I am building a CAD-file converter on top of two libraries (Opencascade and DWF Toolkit).
However, my question is plattform agnostic:
Given:
I have generated a mesh as a list of triangular faces form a model constructed through my application. Each Triangle is defined through three vertexes, which consist of three floats (x, y & z coordinate). Since the triangles form a mesh, most of the vertices are shared by more then one triangle.
Goal:
I need to find the list of unique vertices, and to generate an array of faces consisting of tuples of three indices in this list.
What i want to do is this:
//step 1: build a list of unique vertices
for each triangle
for each vertex in triangle
if not vertex in listOfVertices
Add vertex to listOfVertices
//step 2: build a list of faces
for each triangle
for each vertex in triangle
Get Vertex Index From listOfvertices
AddToMap(vertex Index, triangle)
While I do have an implementation which does this, step1 (the generation of the list of unique vertices) is really slow in the order of O(n!), since each vertex is compared to all vertices already in the list. I thought "Hey, lets build a hashmap of my vertices' components using std::map, that ought to speed things up!", only to find that generating a unique key from three floating point values is not a trivial task.
Here, the experts of stackoverflow come into play: I need some kind of hash-function which works on 3 floats, or any other function generating a unique value from a 3d-vertex position.
Dump all the vertices in an array, then do unique(sort(array))
. This should be O(k n log(n)), where k is the average number of triangles that share a vertex, usually k<7.

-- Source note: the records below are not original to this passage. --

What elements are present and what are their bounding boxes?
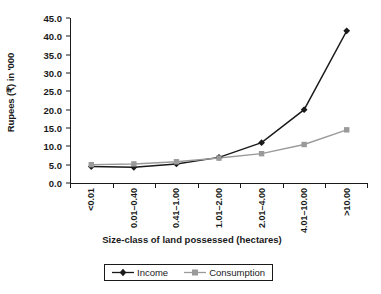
x-axis-tick-label-text: 4.01–10.00	[299, 188, 309, 233]
legend-label-consumption: Consumption	[209, 267, 265, 278]
x-axis-tick-label-text: >10.00	[342, 188, 352, 216]
x-axis-tick-label-text: <0.01	[86, 188, 96, 211]
y-axis-tick-label: 5.0	[49, 159, 62, 170]
series-plot	[70, 18, 368, 184]
chart-legend: Income Consumption	[104, 264, 273, 281]
y-axis-tick-label: 10.0	[44, 141, 63, 152]
x-axis-tick-label-text: 1.01–2.00	[214, 188, 224, 228]
x-axis-tick-label: 2.01–4.00	[256, 188, 268, 232]
data-point-consumption	[301, 142, 306, 147]
x-axis-tick-label: 4.01–10.00	[298, 188, 310, 232]
x-axis-title: Size-class of land possessed (hectares)	[22, 234, 362, 245]
legend-label-income: Income	[137, 267, 168, 278]
x-axis-tick-label: 1.01–2.00	[213, 188, 225, 232]
y-axis-tick-label: 25.0	[44, 86, 63, 97]
legend-entry-consumption: Consumption	[184, 267, 265, 278]
x-axis-tick-label: <0.01	[85, 188, 97, 232]
data-point-consumption	[174, 159, 179, 164]
y-axis-tick-label: 40.0	[44, 31, 63, 42]
x-axis-tick-label: 0.41–1.00	[170, 188, 182, 232]
x-axis-tick-label-text: 2.01–4.00	[257, 188, 267, 228]
x-axis-tick-label-text: 0.01–0.40	[129, 188, 139, 228]
y-axis-title: Rupees (₹) in '000	[0, 0, 22, 185]
y-axis-tick-labels: 45.040.035.030.025.020.015.010.05.00.0	[22, 18, 66, 184]
y-axis-tick-label: 45.0	[44, 13, 63, 24]
x-axis-tick-label-text: 0.41–1.00	[171, 188, 181, 228]
y-axis-tick-label: 35.0	[44, 49, 63, 60]
series-line-income	[91, 31, 346, 167]
y-axis-title-label: Rupees (₹) in '000	[6, 53, 17, 132]
x-axis-tick-label: >10.00	[341, 188, 353, 232]
income-series-icon	[112, 268, 134, 277]
data-point-consumption	[216, 155, 221, 160]
data-point-consumption	[131, 161, 136, 166]
y-axis-tick-label: 30.0	[44, 68, 63, 79]
legend-entry-income: Income	[112, 267, 168, 278]
data-point-income	[343, 27, 350, 34]
line-chart: Rupees (₹) in '000 45.040.035.030.025.02…	[0, 0, 381, 294]
y-axis-tick-label: 20.0	[44, 104, 63, 115]
x-axis-tick-label: 0.01–0.40	[128, 188, 140, 232]
data-point-consumption	[89, 162, 94, 167]
y-axis-tick-label: 0.0	[49, 178, 62, 189]
data-point-consumption	[344, 127, 349, 132]
consumption-series-icon	[184, 268, 206, 277]
data-point-consumption	[259, 151, 264, 156]
y-axis-tick-label: 15.0	[44, 123, 63, 134]
x-axis-tick-labels: <0.010.01–0.400.41–1.001.01–2.002.01–4.0…	[70, 188, 368, 232]
plot-area	[70, 18, 368, 184]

The only caveat I can think of is that your unique
function should be able to take a pointer to a comparison function, since you probably want to consider your vertices equal if
distance(vertex1, vertex2) < threshold
but that seems to be OK.
Three solutions. There are certainly others
In cases 2 and 3 if you want to specify some tolerance you will need to search more than one part of the tree or grid. In the BSP case this means checking if you are within tolerance of the dividing plane, and if so recursing into both halves. In the grid case this means checking all neighbouring cells that are within tolerance. Neither of which is overly hard, but means it will be harder to use an "off the shelf" solution.